All right, more testing yesterday. This time, I took readings at 10 locations on the factory spoiler, rear glass and roof, up to just behind the B-pillar, at an inboard position (not centerline) and outboard.
One important difference between yesterday and Wednesday's testing: wind was out of the south both days, so there was crosswind in my earlier East-West testing. I used a different route yesterday, an exactly North-South county road (everything here is conveniently on a one-mile grid) and, with winds again out of the south, that means lower yaw, maybe even zero yaw. All testing was done at 80 km/h indicated with a pitot tube giving reference static pressure and readings averaged over 45 seconds or so each run.
No add-on spoiler:
Add-on lip spoiler:
Difference:
(all values given in Pa)
Observations:
-On the roof, pressure is lower toward the middle (faster flow speed).
-Over the window, this flips; pressure is lower toward the edge.

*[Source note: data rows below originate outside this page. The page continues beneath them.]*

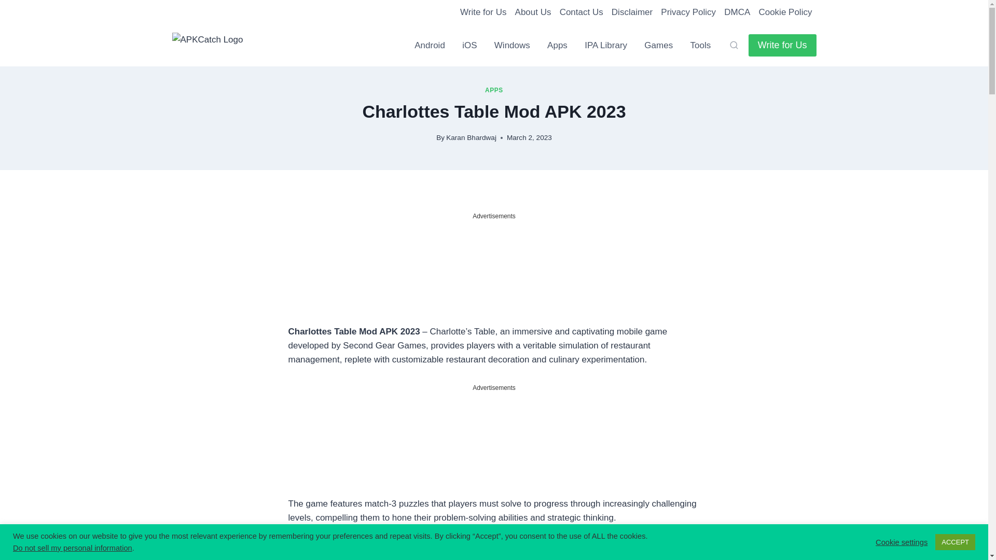 This screenshot has height=560, width=996. I want to click on Tools, so click(701, 46). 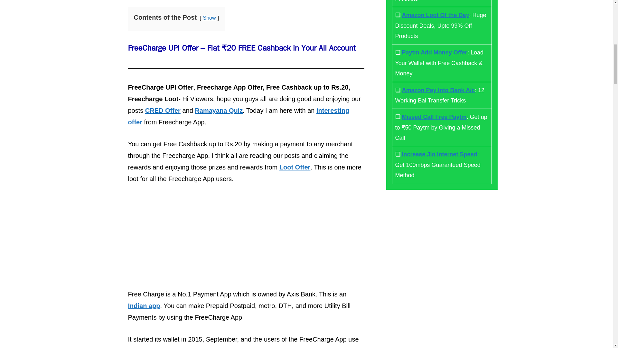 What do you see at coordinates (163, 110) in the screenshot?
I see `CRED Offer` at bounding box center [163, 110].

This may indicate vortex formation there.
-Adding the lip spoiler produced positive pressure difference from ambient just in front of it, on the factory spoiler, and ambient pressure on part of the window.
-Adding the lip spoiler increased pressure a significant distance up the roof.
In the past I've not thought much of small spoilers such as this, believing that they wouldn't do much of anything. But based on these two tests so far, I think I was wrong!